Remember when I warned about brain-computer interfaces becoming Big Tech’s next frontier? And when people thought my book, The Battle for Your Brain, was painting some distant future?
Welcome to the “distant” future. The Meta neural band is here.
That so-called “distant” future goes on sale September 30th.
I’m not saying it isn’t cool. It may be. But it is a BIG deal and it means that the final frontier of privacy — your brain — is about to come crashing down.
Are your neural signals suddenly fair game to make you unlock your devices? Read my post on Preet Bharara's Substack TODAY about courts literally debating whether you have any privacy rights to your own thoughts. Spoiler: They can't agree.
Here’s Why You Need to read that Post AND My Book TODAY:
The Perfect Storm Is Here
Meta launches neural interfaces on September 30th.
Apple made neural signals a direct form of input to their devices, and demoed it last month.
Courts are split on whether your thoughts are even private.
Legal protections for neural data are spotty and a moving target.
Time left until your brain is part of the tech titan surveillance economy? 11 days.
One court says your thoughts are private. Another says maybe they’re not. Guess which interpretation Big Tech prefers?
You’re About to Make an Irreversible Choice.
In eleven days, you’ll see these at Best Buy. Your tech-savvy friend will rave about theirs. You’ll think, “It’s just muscle signals, and Meta says data stays local."
Without reading my book first, you won’t know:
Why EMG reveals medical conditions before you have symptoms
How “local storage” promises evaporate with Terms of Service updates
What your micro-hesitations reveal about your decision-making
Why the circuit split I detail on
’s platform means your neural data might have ZERO constitutional protection
The Thanksgiving Test Your cousin shows up wearing Meta Ray-Bans with the neural band. They’re scrolling Instagram with finger twitches while algorithms trained on 200,000 nervous systems process every micro-gesture.
Will you be the one who UNDERSTANDS what's happening? Or the one frantically googling “are my thoughts private?” (Hint: Courts don’t know.)
Meta knows about the circuit split. They know there’s no federal neural privacy law. To their credit, they promise local data storage. But a promise without legal enforcement is just marketing copy.
Your 11-Day Action Plan:
Read my piece on
(TODAY) about the circuit splitBuy The Battle for Your Brain (RIGHT NOW. seriously, stop reading and click. Get the paperback, it has a bonus later chapter)
Read Chapters 1 and 2 first (what EMG actually reveals)
Forward both pieces to the friend who always buys the latest gadget
The window to get informed and be part of the change we need is 11 days and counting down.
The courts don’t know if your thoughts are private. Meta is betting you won’t figure that out until after you’ve bought in.
P.S. Share this before your friends pre-order.



Re read your book twice this summer. Will be grabbing a chapter now and pulling key parts for next week...
Keeping a focus here also with HS students about what were facing as US consumers, but aiming to also encourage if deregulation is the norm, how can a graduating senior:
1) make choices daily from their chosen ethical framework, not coercion through tailored advertisement
2) see their economic future after high school with possibility to use and even create ethically designed tech that is transparent bottom to top in design, marketing, even scope and scale of profit goals. Basically, can there be a B corp in tech not for marketing, but in actuality? It's possible...
3) class today has guest Joe Woof who has detailed challenges of tech and addictive product design (as well as historical examples of addictive product design) through his org SocietyInside - connected to upcoming book- as one voice within a few on this.
https://www.theaddictioneconomy.com/
I have just read the Introduction to your book. I am already weighing the viability of becoming a hermit in a cave. But, they'll probably find me with some brainwave thing that is analogous to the echolocation of bats.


• _The task_
Print the entries that appear below, exactly as written and without their pictures.

+++

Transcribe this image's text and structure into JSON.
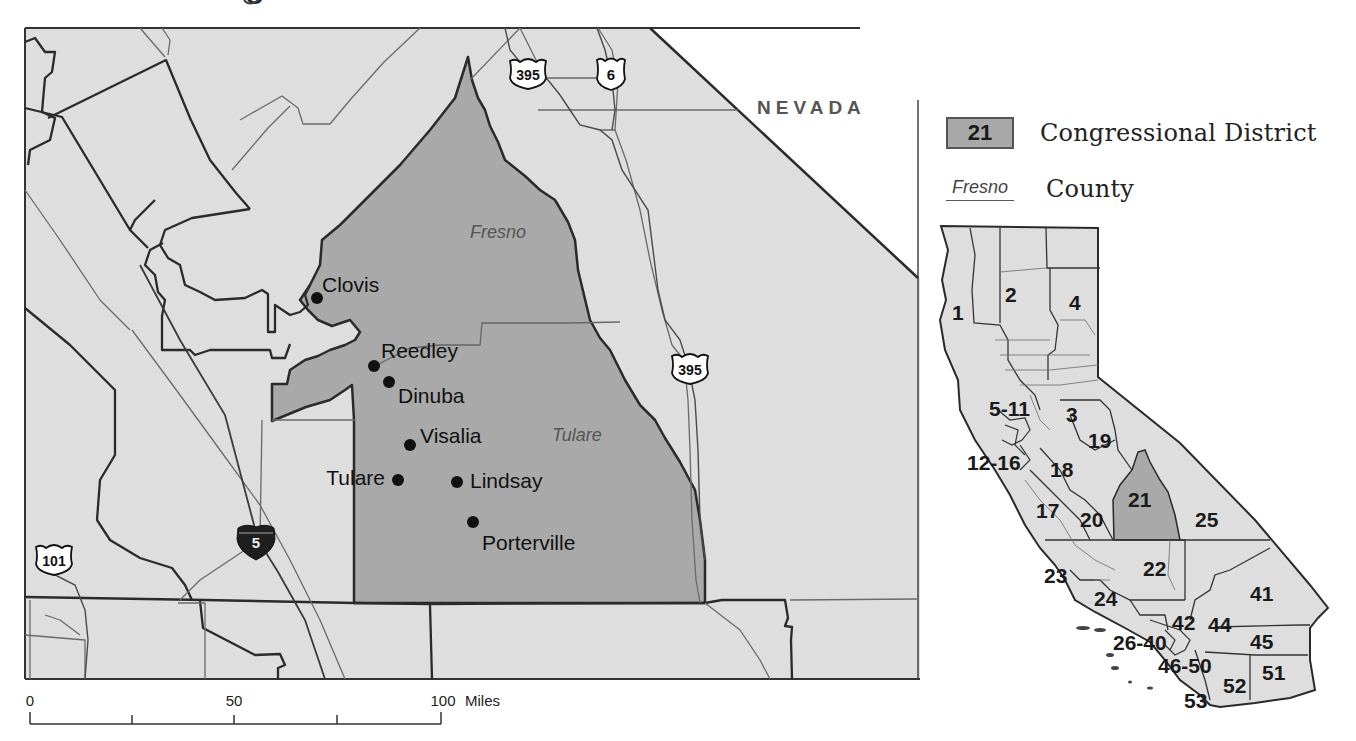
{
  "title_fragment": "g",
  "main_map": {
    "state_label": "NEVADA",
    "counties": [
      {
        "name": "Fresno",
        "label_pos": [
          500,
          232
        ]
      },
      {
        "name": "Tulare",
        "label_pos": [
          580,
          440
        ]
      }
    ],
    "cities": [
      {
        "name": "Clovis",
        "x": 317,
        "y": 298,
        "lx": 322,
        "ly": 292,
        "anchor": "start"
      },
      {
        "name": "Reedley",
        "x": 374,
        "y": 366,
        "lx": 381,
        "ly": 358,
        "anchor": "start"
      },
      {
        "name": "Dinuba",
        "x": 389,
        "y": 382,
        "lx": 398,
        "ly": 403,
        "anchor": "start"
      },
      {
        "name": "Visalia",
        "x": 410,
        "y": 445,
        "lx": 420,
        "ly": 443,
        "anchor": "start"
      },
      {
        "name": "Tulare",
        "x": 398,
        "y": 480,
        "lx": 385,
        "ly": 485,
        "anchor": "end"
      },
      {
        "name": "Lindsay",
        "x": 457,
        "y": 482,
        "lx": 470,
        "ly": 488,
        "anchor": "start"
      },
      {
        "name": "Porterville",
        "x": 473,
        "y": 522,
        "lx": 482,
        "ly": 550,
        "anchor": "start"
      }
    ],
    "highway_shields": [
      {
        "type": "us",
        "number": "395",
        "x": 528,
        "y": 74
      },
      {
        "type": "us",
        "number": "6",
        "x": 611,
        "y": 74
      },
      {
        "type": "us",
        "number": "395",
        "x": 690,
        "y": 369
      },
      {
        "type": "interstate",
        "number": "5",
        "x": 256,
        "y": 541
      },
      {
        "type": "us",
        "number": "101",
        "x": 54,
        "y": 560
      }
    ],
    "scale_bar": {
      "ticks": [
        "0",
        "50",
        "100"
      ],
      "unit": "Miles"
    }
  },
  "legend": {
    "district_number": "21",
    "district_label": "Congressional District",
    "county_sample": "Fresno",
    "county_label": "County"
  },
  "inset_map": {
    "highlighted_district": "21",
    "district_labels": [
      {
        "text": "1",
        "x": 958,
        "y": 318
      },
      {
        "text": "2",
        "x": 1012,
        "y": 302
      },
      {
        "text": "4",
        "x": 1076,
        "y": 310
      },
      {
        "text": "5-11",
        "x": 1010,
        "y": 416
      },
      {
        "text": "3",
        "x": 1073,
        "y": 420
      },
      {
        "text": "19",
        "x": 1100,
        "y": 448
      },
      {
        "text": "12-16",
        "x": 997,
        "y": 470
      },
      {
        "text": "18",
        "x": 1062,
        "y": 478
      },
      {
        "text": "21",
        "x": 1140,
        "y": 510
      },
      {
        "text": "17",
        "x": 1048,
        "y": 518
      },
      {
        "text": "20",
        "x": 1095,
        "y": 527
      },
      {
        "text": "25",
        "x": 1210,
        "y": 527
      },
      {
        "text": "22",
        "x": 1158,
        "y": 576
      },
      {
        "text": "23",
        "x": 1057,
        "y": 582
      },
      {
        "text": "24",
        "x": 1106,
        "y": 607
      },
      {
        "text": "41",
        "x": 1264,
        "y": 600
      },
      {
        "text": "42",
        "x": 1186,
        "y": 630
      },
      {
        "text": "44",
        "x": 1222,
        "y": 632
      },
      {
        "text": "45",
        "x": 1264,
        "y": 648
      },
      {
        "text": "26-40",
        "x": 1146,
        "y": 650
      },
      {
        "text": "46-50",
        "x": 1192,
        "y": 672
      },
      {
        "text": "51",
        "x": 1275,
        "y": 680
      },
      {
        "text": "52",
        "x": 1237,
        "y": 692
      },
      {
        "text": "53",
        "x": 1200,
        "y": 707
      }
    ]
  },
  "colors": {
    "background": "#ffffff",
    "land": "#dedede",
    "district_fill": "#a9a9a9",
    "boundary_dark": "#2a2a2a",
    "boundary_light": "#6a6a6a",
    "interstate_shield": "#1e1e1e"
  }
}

+++

• _Task result_
Transcribe this image's text and structure into JSON.
{
  "title_fragment": "g",
  "main_map": {
    "state_label": "NEVADA",
    "counties": [
      {
        "name": "Fresno",
        "label_pos": [
          500,
          232
        ]
      },
      {
        "name": "Tulare",
        "label_pos": [
          580,
          440
        ]
      }
    ],
    "cities": [
      {
        "name": "Clovis",
        "x": 317,
        "y": 298,
        "lx": 322,
        "ly": 292,
        "anchor": "start"
      },
      {
        "name": "Reedley",
        "x": 374,
        "y": 366,
        "lx": 381,
        "ly": 358,
        "anchor": "start"
      },
      {
        "name": "Dinuba",
        "x": 389,
        "y": 382,
        "lx": 398,
        "ly": 403,
        "anchor": "start"
      },
      {
        "name": "Visalia",
        "x": 410,
        "y": 445,
        "lx": 420,
        "ly": 443,
        "anchor": "start"
      },
      {
        "name": "Tulare",
        "x": 398,
        "y": 480,
        "lx": 385,
        "ly": 485,
        "anchor": "end"
      },
      {
        "name": "Lindsay",
        "x": 457,
        "y": 482,
        "lx": 470,
        "ly": 488,
        "anchor": "start"
      },
      {
        "name": "Porterville",
        "x": 473,
        "y": 522,
        "lx": 482,
        "ly": 550,
        "anchor": "start"
      }
    ],
    "highway_shields": [
      {
        "type": "us",
        "number": "395",
        "x": 528,
        "y": 74
      },
      {
        "type": "us",
        "number": "6",
        "x": 611,
        "y": 74
      },
      {
        "type": "us",
        "number": "395",
        "x": 690,
        "y": 369
      },
      {
        "type": "interstate",
        "number": "5",
        "x": 256,
        "y": 541
      },
      {
        "type": "us",
        "number": "101",
        "x": 54,
        "y": 560
      }
    ],
    "scale_bar": {
      "ticks": [
        "0",
        "50",
        "100"
      ],
      "unit": "Miles"
    }
  },
  "legend": {
    "district_number": "21",
    "district_label": "Congressional District",
    "county_sample": "Fresno",
    "county_label": "County"
  },
  "inset_map": {
    "highlighted_district": "21",
    "district_labels": [
      {
        "text": "1",
        "x": 958,
        "y": 318
      },
      {
        "text": "2",
        "x": 1012,
        "y": 302
      },
      {
        "text": "4",
        "x": 1076,
        "y": 310
      },
      {
        "text": "5-11",
        "x": 1010,
        "y": 416
      },
      {
        "text": "3",
        "x": 1073,
        "y": 420
      },
      {
        "text": "19",
        "x": 1100,
        "y": 448
      },
      {
        "text": "12-16",
        "x": 997,
        "y": 470
      },
      {
        "text": "18",
        "x": 1062,
        "y": 478
      },
      {
        "text": "21",
        "x": 1140,
        "y": 510
      },
      {
        "text": "17",
        "x": 1048,
        "y": 518
      },
      {
        "text": "20",
        "x": 1095,
        "y": 527
      },
      {
        "text": "25",
        "x": 1210,
        "y": 527
      },
      {
        "text": "22",
        "x": 1158,
        "y": 576
      },
      {
        "text": "23",
        "x": 1057,
        "y": 582
      },
      {
        "text": "24",
        "x": 1106,
        "y": 607
      },
      {
        "text": "41",
        "x": 1264,
        "y": 600
      },
      {
        "text": "42",
        "x": 1186,
        "y": 630
      },
      {
        "text": "44",
        "x": 1222,
        "y": 632
      },
      {
        "text": "45",
        "x": 1264,
        "y": 648
      },
      {
        "text": "26-40",
        "x": 1146,
        "y": 650
      },
      {
        "text": "46-50",
        "x": 1192,
        "y": 672
      },
      {
        "text": "51",
        "x": 1275,
        "y": 680
      },
      {
        "text": "52",
        "x": 1237,
        "y": 692
      },
      {
        "text": "53",
        "x": 1200,
        "y": 707
      }
    ]
  },
  "colors": {
    "background": "#ffffff",
    "land": "#dedede",
    "district_fill": "#a9a9a9",
    "boundary_dark": "#2a2a2a",
    "boundary_light": "#6a6a6a",
    "interstate_shield": "#1e1e1e"
  }
}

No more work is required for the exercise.